Mark and Shari Keller, owners of Mehera Shaw have intentionally priced their line at affordable rates in an effort to keep the entire production more equitable, but also to develop a middle class customer base that already wants to create positive change with its purchasing power and can now do so. Mehera Shaw collections are colorful, upbeat and target conscious consumers with normal economic means. Their prices range from $40-$90 for blouses and from $70-$90 for skirt and pants.

Enduring Style

Like a small but growing number of companies such as Of the Earth, Indigenous Designs, Cotton Field, and Stewart+Brown, Mehera Shaw makes affordable, feminine, wearable collections. Mehera Shaw, an artisan-style fashion house, asserts that styles must endure the test of time; this is the hallmark of Mehera Shaw’s respect for both the environment and the artisans who make their garments.

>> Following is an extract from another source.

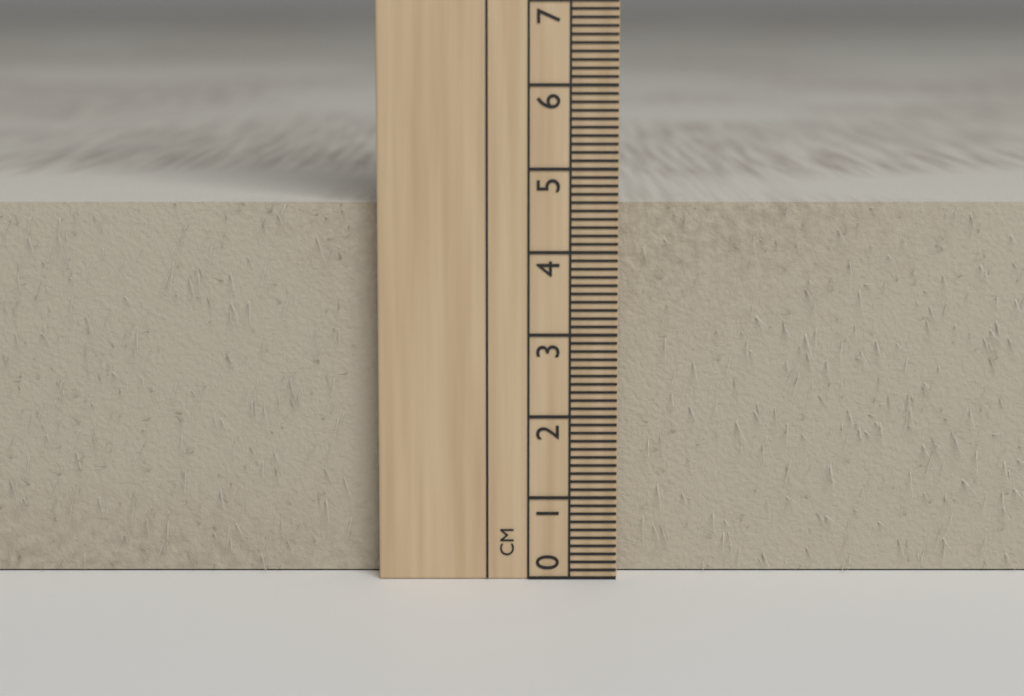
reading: 4.6 cm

Mark and Shari contend that their philosophy of style is crucial to the longevity of the ethical fashion movement. Shari notes: “Everything we do is from an artisan perspective. Our clothes are made by hand and take time to make. Our styles are classically inspired, not trendy. Like the slow food movement, artisan-wear is about style and process being in synch. Each garment is an expression of enduring beauty, quality and values. It is also an expression of real femininity, rather than some sales committee’s idea of sexiness or glamour. We make our clothing affordable to real women leading real lives. We make classically inspired styles with the intention that pieces from one collection can be combined with those from following years. Our clothes are made to couture standard and are intended to become part of a woman’s lasting wardrobe. They are well made with detailed stitching that should last more than a season and become part of a woman’s wardrobe.”

Shari observes, “For the ethical fashion movement to become sustainable, it must embody beauty, practicality and actual value. Trend or conscience alone are not enough to inspire lasting change. This has to be about a beautiful, practical way of living. This is a revolution. And we say, “The revolutions is beautiful.”

About Mehera Shaw

“Dress yourself in True Femininity: Restore beauty, equity, environment.”

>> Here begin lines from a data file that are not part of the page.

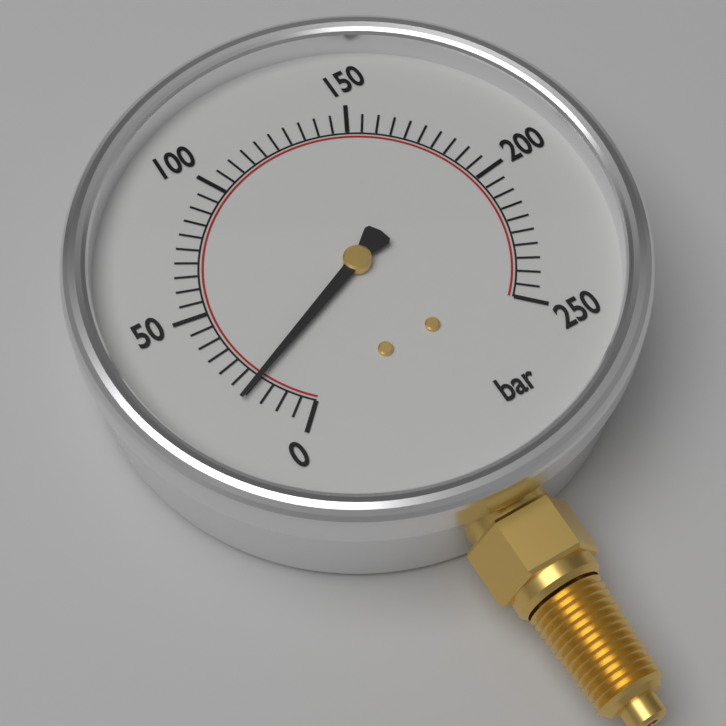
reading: 20 bar
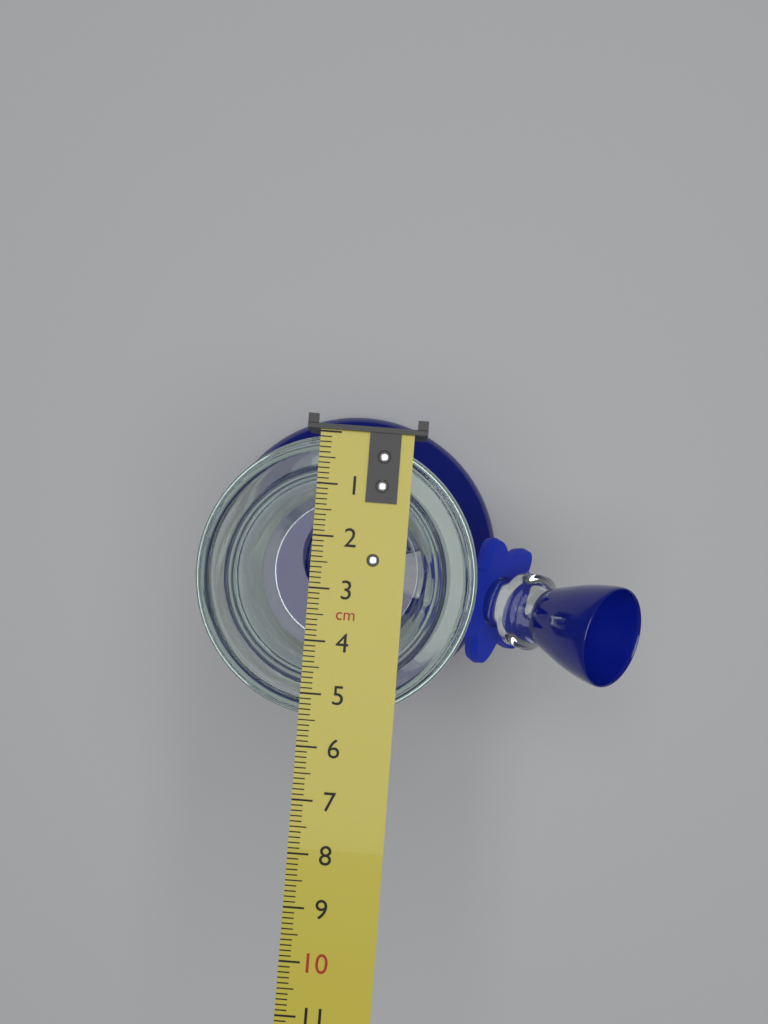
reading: 5.5 cm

Mehera Shaw clothes are made in villages around the Jaipur region of Rajasthan in North India. All collections are made from fine cotton and silk which is almost always unbleached, and frequently vegetable dyed. All Shari’s designs incorporate the hand block prints indigenous to that region using traditional, non mechanized methods of garment making in every step of product. The dyes are low impact and the process consumes as little resources as possible. Workers are treated well and are supported in their traditional artisan (UNIDO marked and supported) heritage craft. “We are also currently producing our first line of organic cotton which is being handloomed and vegetable dyed or hand block printed with low-impact dyes in the same region of Rajasthan.”

Shari and her husband Mark chose this location as they each have long-standing personal and professional ties to India. Shari has a doctorate in Anthropology, has worked with indigenous groups in India, traveled extensively in India and speaks Hindi. Mark has a jewelry business stemming from Jaipur and has worked with local artisans for the past 20 years.